The harvest of native mussels should have ceased when the invention of plastic buttons replaced mussel shell buttons at the turn of the last century but vanity rules worldwide demand for pearls today just as vanity ruled the hat-making trade in days gone by when fancy-plumed hats were in such demand that plume hunters nearly wiped out showy bird species. Late in the Nineteenth Century the worldwide market for plumes lured commercial punt-gun and net hunters into all corners of the globe--but mostly in our United States. The trade stopped only after loud protest and a shift in ladies' fashions.

Unfortunately for our native mussels they are not showy charismatic creatures like North America's Snowy Egret or Indonesia's Birds of Paradise. Mussels don't demand our attention (until you see Dr. Watters' videos of mussel fish lures).

Who protests for fresh water mussels? How many women examine the origin of their cultured pearls?

Native mussels continue their silent decline. We may lose the rare snot-line fishing mussel unless we protect and restore the ancient rhythm, the rise and fall of continental waters, the natural heart-beat of North America. And, we may never restore the rare mussels until we reevaluate our fascination with cultured pearls.

The content above is based on my memory of Dr. Watters' presentation so if there are errors they are mine. Use these websites for additional authoritative information:

Visit the OSU Division of Molluscs at:
www.biosci.ohio-state.edu/~molluscs/OSUM2

Join the Freshwater Mollusk Conservation Society at:
http://ellipse.inhs.uiuc.edu/FMCS/

Educators, this pdf is the place to start:
http://ellipse.inhs.uiuc.edu/FMCS/Outreach/ToolsForOutreach04.pdf

Additional agency resources:

http://www.fws.gov/news/mussels.html

http://www.invasivespeciesinfo.gov/aquatics/zebramussel.shtml

http://nas.er.usgs.gov/taxgroup/mollusks/zebramussel/

http://www.fws.gov/midwest/mussel/

Monday, November 26, 2007

Maple leaves: beauty in function

Seasons come and go and with them the ebb and flow of warmth and waters in Ohio.

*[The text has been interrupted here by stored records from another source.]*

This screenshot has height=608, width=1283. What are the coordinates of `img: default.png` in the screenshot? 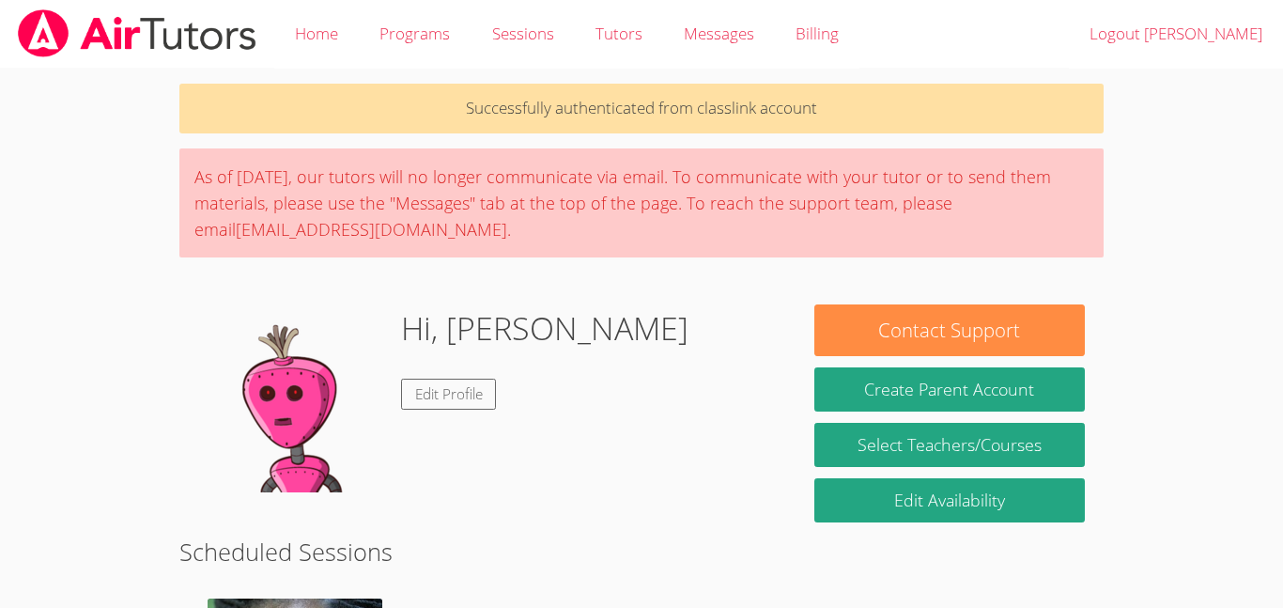 It's located at (292, 398).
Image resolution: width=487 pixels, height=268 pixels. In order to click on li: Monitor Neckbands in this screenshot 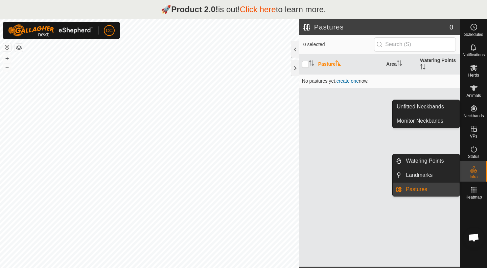, I will do `click(426, 121)`.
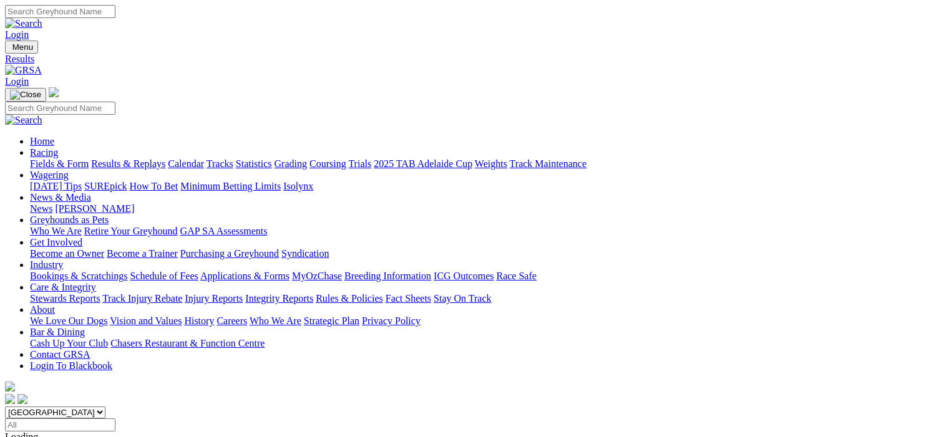 The height and width of the screenshot is (437, 944). What do you see at coordinates (63, 287) in the screenshot?
I see `a: Care & Integrity` at bounding box center [63, 287].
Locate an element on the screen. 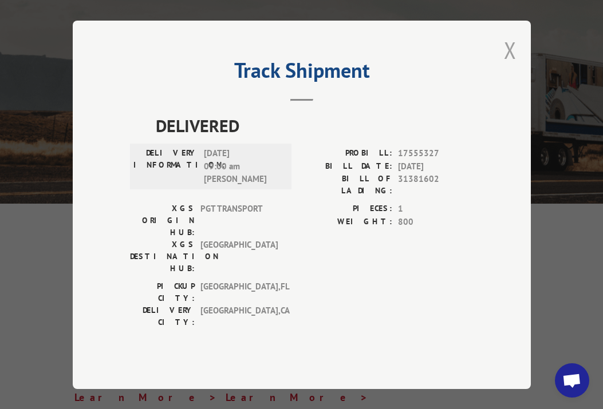 The height and width of the screenshot is (409, 603). span: 800 is located at coordinates (436, 222).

Our Autumn colors signal the time for the rains and rising waters of winter.















October maples ablaze in southern Ohio

The beautiful reds and yellows of maple tree leaves demand our attention every Autumn and paint glossy calendar and magazine pages year-round. These are brilliant colors for sure, but do we overlook the beauty of function in their exquisite leaf-shapes? When leaves are down and brown and gray trees pierce the cold blue sky of winter, do the leaves serve the resting trees?

Look at one great example, the silver maple (Acer saccharinum). This maple species is adapted to unconsolidated Recent alluvium (fancy geo-lingo for rocky-sandy-muddy stream deposits of Recent Era vintage) where its sprawling muscular roots reach shallow groundwater while grasping great globs of stream side silt to secure its foundation against flood. It grows fast and branchy along moist bottoms of our meandering stream ways. Its fast growth and broad shadow entices developers selling cheap landscaping for new homes, but plagues future homeowners with shed branches and massive leaf-falls.

It's the massive leaf-falls that suggest function in the shape of silver maple leaves; a function unrelated to photosynthesis. Look closely: The deep sinuses between leaf-lobes and coarse teeth identify the leaf as silver maple and suggest an adaptive function when you see them laying piled on the ground. The toothy sinuses interlock with each other forming a thick layer of slowly decaying leaves that resist wind and water.

The silver maple dominates vast stretches of Midwestern streams and I'm sure this results from the beautiful function of interlocking leaves blanketing silty stream banks and smothering seedlings of competing tree species. Frequently shed branches pile up under silver maples and slow flood waters assisting silty deposition while less adapted tree species are undermined by erosion.

Beauty is often beyond the eye of the beholder.